Of the film's four characters -- Lauren, her husband Phil, and their friends Claire and Ridley -- the latter pair is arguably more entertaining to watch. Though Claire appears uptight and prudish at first, her character has plenty of secrets hidden underneath her Queen Elizabeth I costume.

"I was drawn to it immediately on the page because it does have that wonderful arc and I do get to transform and show the world one face and reveal another," says Preston. She compares her character development to peeling layers off an onion, and says that she started backwards; "I looked at where I needed to end up and built the character backwards so I knew what lies to tell and secrets to keep."

Whereas Claire turned out to be the opposite of her chaste persona, Preston says with a laugh that if she were to drink some truth wine at a dinner party she would just be a more animated version of herself. "I don't know if there would be some new thing that would come out that no one has ever seen before."

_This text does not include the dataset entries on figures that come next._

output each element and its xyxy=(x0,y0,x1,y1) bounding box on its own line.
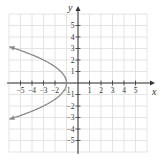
x-axis-label: x xyxy=(151,86,157,97)
x-tick-label: 5 xyxy=(134,86,138,95)
x-tick-label: −2 xyxy=(51,86,59,95)
x-tick-label: −5 xyxy=(17,86,25,95)
y-tick-label: −5 xyxy=(67,136,75,145)
y-tick-label: −2 xyxy=(67,102,75,111)
axes: x y xyxy=(7,2,157,154)
x-axis-arrow-icon xyxy=(150,81,155,86)
x-tick-label: 4 xyxy=(122,86,126,95)
y-tick-label: 2 xyxy=(71,56,75,65)
y-axis-label: y xyxy=(67,2,73,13)
x-tick-label: 1 xyxy=(88,86,92,95)
x-tick-label: 2 xyxy=(99,86,103,95)
y-tick-label: 4 xyxy=(71,33,75,42)
y-tick-label: 3 xyxy=(71,44,75,53)
y-tick-label: 1 xyxy=(71,67,75,76)
coordinate-plane: x y −5−4−3−2−112345−5−4−3−2−112345 xyxy=(0,0,162,162)
y-tick-label: −4 xyxy=(67,125,75,134)
x-tick-label: 3 xyxy=(111,86,115,95)
y-tick-label: −3 xyxy=(67,113,75,122)
x-tick-label: −3 xyxy=(40,86,48,95)
y-tick-label: −1 xyxy=(67,90,75,99)
y-tick-label: 5 xyxy=(71,21,75,30)
x-tick-label: −4 xyxy=(28,86,36,95)
y-axis-arrow-icon xyxy=(76,6,81,11)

Although we didn't get to speak to Preston about the upcoming season of True Blood, she did throw in a quick impression of our favorite redhead. "Arlene pretty much lays out what she's thinkin'," she says with a Southern drawl, laughing. "She doesn't hold back her opinions about things, whereas Claire is more held back, [at least] before she drinks the wine," she adds.

Preston's Vino Veritas costars also have backgrounds in theater, and when you get four theater actors together, she says, it becomes easy to jump right into the work and embrace the characters and especially the language -- "and this is a film that is very much about language." Indeed the language and dialogue at times felt awkward for a film and better suited for a stage production, but the actors made this disparity pleasant to watch.

"We would talk a lot and Sarah Knight [the director] would guide us with a sure hand and we would play," says Preston about her time filming. "We would throw each other the ball and knock it right back to the next person, and it was a truly remarkable experience."